The wider project involves Red Strike, a company headed up by Dubliner Mike Farnan, who worked in senior marketing roles at Manchester United and Sunderland among others before establishing a firm that has built and now operates substantial football academies in a number of countries, including Vietnam and Sri Lanka, sometimes in conjunction with the local association.

The other major commercial partner is a company called Global Soccer Ventures (GSV). The firm is British based but has extensive contacts in Pakistan with chief executive Zabe Khan having been involved in the establishment of the Premier League there before managing a team to the title.

The firm is, among other things, currently involved in the development of a €10 million stadium in the city of Karachi.

The companies are understood to have involved a number of British clubs including Liverpool, Leicester City and Brentford in the development of a partnership currently being put together with the long-term aim being that English clubs would work on a one-to-one level with Pakistani counterparts.

The hope is that St Patrick’s Athletic might operate across the country and its youth teams might serve as a stepping stone for the most talented young players to a professional career in Ireland then, if they are successful, the higher leagues in England.

The club hopes to develop links with the substantial Pakistani community in west Dublin and the wider city who, it is hoped, would be involved in hosting players that come to Ireland. The club is believed to be exploring ways of providing educational opportunities for the players who would be expected, according to Kelleher, to be “18 years and older”.

“Pat’s have had a great tradition of inclusivity,” Kerr continued. “In our underage teams at the moment the spread of nationalities of the parents of players is vast and varied, and we are delighted about that.

“We have had so many foreign players who have been successful here and taken into the hearts of the supporters. If some Pakistani players are good enough, I think they will find that is the way in Inchicore. We look forward to giving them the opportunity to develop with the club and with the Pakistani disapora living in the Dublin area.”

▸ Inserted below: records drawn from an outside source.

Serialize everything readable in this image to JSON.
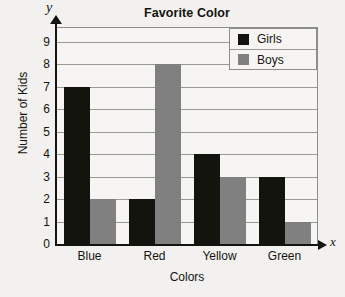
{
  "chart_data": {
    "type": "bar",
    "title": "Favorite Color",
    "xlabel": "Colors",
    "ylabel": "Number of Kids",
    "x_axis_symbol": "x",
    "y_axis_symbol": "y",
    "categories": [
      "Blue",
      "Red",
      "Yellow",
      "Green"
    ],
    "series": [
      {
        "name": "Girls",
        "color": "#14140f",
        "values": [
          7,
          2,
          4,
          3
        ]
      },
      {
        "name": "Boys",
        "color": "#808080",
        "values": [
          2,
          8,
          3,
          1
        ]
      }
    ],
    "yticks": [
      0,
      1,
      2,
      3,
      4,
      5,
      6,
      7,
      8,
      9
    ],
    "ylim": [
      0,
      9.6
    ],
    "grid": true,
    "legend_position": "top-right"
  },
  "colors": {
    "girls": "#14140f",
    "boys": "#808080",
    "grid": "#9a9a95",
    "frame": "#8d8d89",
    "axis": "#14140f",
    "plot_background": "#f6f5f3",
    "page_background": "#f2f1ef"
  }
}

The initiative is said to have the support of the Pakistani government at a high level and Government officials here have been made aware of it.

The Dublin club has developed a variety of social programmes in recent years, and appears to see the project as a mix of social and financial with the successful long-term development of players clearly offering the potential for significant rewards as well the prospect of developing its supporter base.

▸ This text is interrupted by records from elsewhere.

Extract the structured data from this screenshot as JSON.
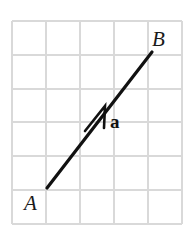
{
  "figure": {
    "background_color": "#ffffff",
    "width": 189,
    "height": 231
  },
  "grid": {
    "line_color": "#d9d9d9",
    "line_width": 1.4,
    "columns": 5,
    "rows": 6,
    "cell_size": 34,
    "origin_x": 12,
    "origin_y": 21,
    "right_x": 182,
    "bottom_y": 224,
    "x_positions": [
      12,
      46,
      80,
      114,
      148,
      182
    ],
    "y_positions": [
      21,
      55,
      89,
      122,
      156,
      190,
      224
    ]
  },
  "vector": {
    "name": "a",
    "label": "a",
    "label_x": 110,
    "label_y": 128,
    "color": "#111111",
    "shaft_width": 3.2,
    "start_x": 47,
    "start_y": 188,
    "end_x": 152,
    "end_y": 52,
    "arrowhead": {
      "tip_x": 105,
      "tip_y": 106,
      "left_barb_x": 85,
      "left_barb_y": 131,
      "right_barb_x": 104,
      "right_barb_y": 128,
      "stroke_width": 2.6
    }
  },
  "points": [
    {
      "id": "point-a",
      "label": "A",
      "label_x": 24,
      "label_y": 210,
      "marker_x": 47,
      "marker_y": 188
    },
    {
      "id": "point-b",
      "label": "B",
      "label_x": 152,
      "label_y": 46,
      "marker_x": 152,
      "marker_y": 52
    }
  ]
}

Preliminary work on the selection of teenage Pakistani talent will be done by three coaches from Belgium and Italy before Kerr’s coaching team oversees the final trials.

The initial agreement is for three years and the intention is to send Irish coaches who will run courses for local coaches at a variety of destinations in the country twice a year.

The Pakistan Football Federation is currently suspended from Fifa, after the global governing body described a “hostile takeover” of the federation’s headquarters last April, and those behind the St Pat’s project hope that it will be readmitted, but the scheme is unaffected by the country’s wider football politics.

Former Liverpool and England striker Michael Owen was also unveiled by GSV as a project ambassador.

“I’m told there are about 220 million people in Pakistan so there is definitely going to be some talented footballers out there,” said Owen. “Hopefully there are some unearthed diamonds in there.”